Ericsson’s new in-home 3G router.
Even when they’re at home, people increasingly like to use their connected devices over Wi-Fi and 3G networks for mobile entertainment. “The traditional services are voice, SMS and data connectivity or transport,” said Kittur Nagesh, director of service provider marketing at Cisco Systems Inc. “Now, that’s shifting to a world of mobile Internet services – video, cloud services, UC, social networking.”

“As networks grow, users will be looking for a fully featured broadband experience over the mobile network,” Doug Webster, senior director of strategic communications, service provider marketing at Cisco, told VON. Video will soon make up 60 percent of the traffic on mobile devices, as larger screens and higher resolutions give users new ways to access content.

In its Global Mobile Data Forecast for 2009-2014, Cisco projects annual global mobile data traffic to reach 3.6 exabytes per month – an annual run rate of 40 exabytes – by 2014. That’s a compound annual growth rate of 108 percent. Much of that will be driven by the rapid consumer adoption of smartphones, netbooks, e-readers and Web-ready video cameras. By 2014, more than 400 million of the world’s Internet users will access the network solely through a mobile connection.

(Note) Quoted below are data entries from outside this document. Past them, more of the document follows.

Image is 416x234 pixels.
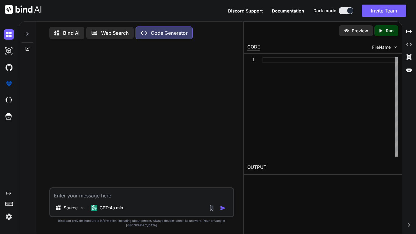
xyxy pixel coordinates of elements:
img: GPT-4o mini [91,205,97,211]
p: GPT-4o min.. [100,205,126,211]
button: Documentation [272,8,305,14]
p: Bind can provide inaccurate information, including about people. Always double-check its answers.... [49,219,234,228]
img: preview [344,28,350,34]
img: premium [4,79,14,89]
button: Discord Support [228,8,263,14]
img: githubDark [4,62,14,73]
span: Documentation [272,8,305,13]
p: Run [386,28,394,34]
span: FileName [373,44,391,50]
p: Bind AI [63,29,80,37]
img: Pick Models [80,205,85,211]
div: 1 [248,57,255,63]
div: CODE [248,44,260,51]
img: cloudideIcon [4,95,14,105]
img: darkAi-studio [4,46,14,56]
p: Web Search [101,29,129,37]
p: Code Generator [151,29,188,37]
h2: OUTPUT [244,160,402,175]
span: Dark mode [314,8,337,14]
p: Preview [352,28,369,34]
img: icon [220,205,226,211]
img: Bind AI [5,5,41,14]
img: settings [4,212,14,222]
img: darkChat [4,29,14,40]
p: Source [64,205,78,211]
img: attachment [208,205,215,212]
span: Discord Support [228,8,263,13]
button: Invite Team [362,5,407,17]
img: chevron down [394,45,399,50]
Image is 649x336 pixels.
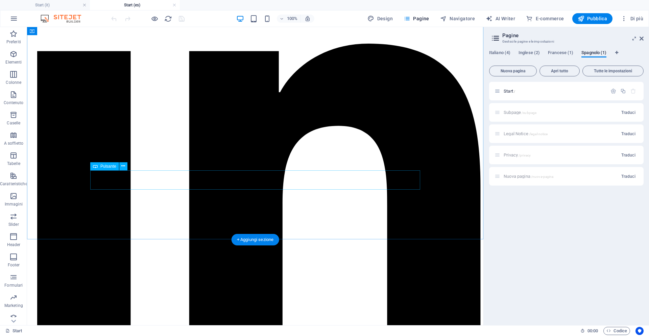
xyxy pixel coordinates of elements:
button: AI Writer [483,13,518,24]
span: Traduci [621,110,636,115]
span: Traduci [621,174,636,179]
p: Footer [8,262,20,268]
i: Quando ridimensioni, regola automaticamente il livello di zoom in modo che corrisponda al disposi... [305,16,311,22]
p: Formulari [4,283,23,288]
div: Impostazioni [611,88,616,94]
button: Pagine [401,13,432,24]
button: Codice [603,327,630,335]
span: Italiano (4) [489,49,511,58]
button: Design [365,13,396,24]
span: Di più [621,15,643,22]
div: Duplicato [620,88,626,94]
span: 00 00 [588,327,598,335]
p: Marketing [4,303,23,308]
button: Clicca qui per lasciare la modalità di anteprima e continuare la modifica [150,15,159,23]
h4: Start (es) [90,1,180,9]
p: Caselle [7,120,20,126]
p: Elementi [5,60,22,65]
i: Ricarica la pagina [164,15,172,23]
span: Traduci [621,131,636,137]
span: Design [367,15,393,22]
span: Apri tutto [543,69,577,73]
span: E-commerce [526,15,564,22]
span: Pagine [404,15,429,22]
button: Usercentrics [636,327,644,335]
button: Apri tutto [540,66,580,76]
a: Fai clic per annullare la selezione. Doppio clic per aprire le pagine [5,327,22,335]
div: Schede lingua [489,50,644,63]
p: Immagini [5,201,23,207]
button: 100% [277,15,301,23]
h3: Gestsci le pagine e le impostazioni [502,39,630,45]
button: Traduci [619,107,638,118]
button: Di più [618,13,646,24]
h6: 100% [287,15,298,23]
p: Preferiti [6,39,21,45]
div: Design (Ctrl+Alt+Y) [365,13,396,24]
span: Tutte le impostazioni [586,69,641,73]
span: Inglese (2) [519,49,540,58]
p: A soffietto [4,141,23,146]
button: Tutte le impostazioni [583,66,644,76]
span: / [514,90,515,93]
p: Header [7,242,21,247]
span: Pubblica [578,15,608,22]
span: AI Writer [486,15,515,22]
span: Start [504,89,515,94]
div: La pagina iniziale non può essere eliminata [631,88,636,94]
button: Nuova pagina [489,66,537,76]
button: Navigatore [437,13,478,24]
img: Editor Logo [39,15,90,23]
div: + Aggiungi sezione [232,234,279,245]
h2: Pagine [502,32,644,39]
p: Tabelle [7,161,20,166]
span: Traduci [621,152,636,158]
button: Traduci [619,128,638,139]
span: Spagnolo (1) [582,49,607,58]
button: Pubblica [572,13,613,24]
span: Codice [607,327,627,335]
span: Navigatore [440,15,475,22]
p: Colonne [6,80,21,85]
span: Nuova pagina [492,69,534,73]
button: E-commerce [523,13,567,24]
div: Start/ [502,89,607,93]
button: reload [164,15,172,23]
button: Traduci [619,150,638,161]
p: Slider [8,222,19,227]
h6: Tempo sessione [580,327,598,335]
span: : [592,328,593,333]
button: Traduci [619,171,638,182]
p: Contenuto [4,100,23,105]
span: Francese (1) [548,49,573,58]
span: Pulsante [100,164,116,168]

The question, then, is: How can wireless operators generate higher revenues from these trends, in an era of flat-rate data connectivity, where carriers are losing control of the customer relationship? One way to do that is within the most common use case for personal entertainment: in-home activity. Projectors will most likely be used in the residence, after all, not on the subway.

Replacing Home Broadband

T-Mobile USA tried wrestling consumers from LECs with its hotspot@Home dual-mode Wi-Fi-cellular home broadband replacement service. Sprint-Nextel Corp. dabbled in femtocells with the same goal. Neither had much luck. But wireless carriers will soon have a real chance to usurp wired broadband, thanks to faster networks, more embedded 3G and ever-spiraling demand for personalized content that’s accessible anywhere, via personal devices.

Wireless infrastructure giant Ericsson this week announced a strategic launch into the home router market. The Swedish company has teamed with NETGEAR Inc. for a 3G mobile broadband router with internal HSPA radio. It can connect Wi-Fi or 3G devices and provide an uplink to the mobile WAN for Internet access. The new product gives consumers an alternative to cable, DSL or fiber broadband, provides options for locations lacking wired infrastructure, and creates ad hoc networks in RVs, trains, buses and so on.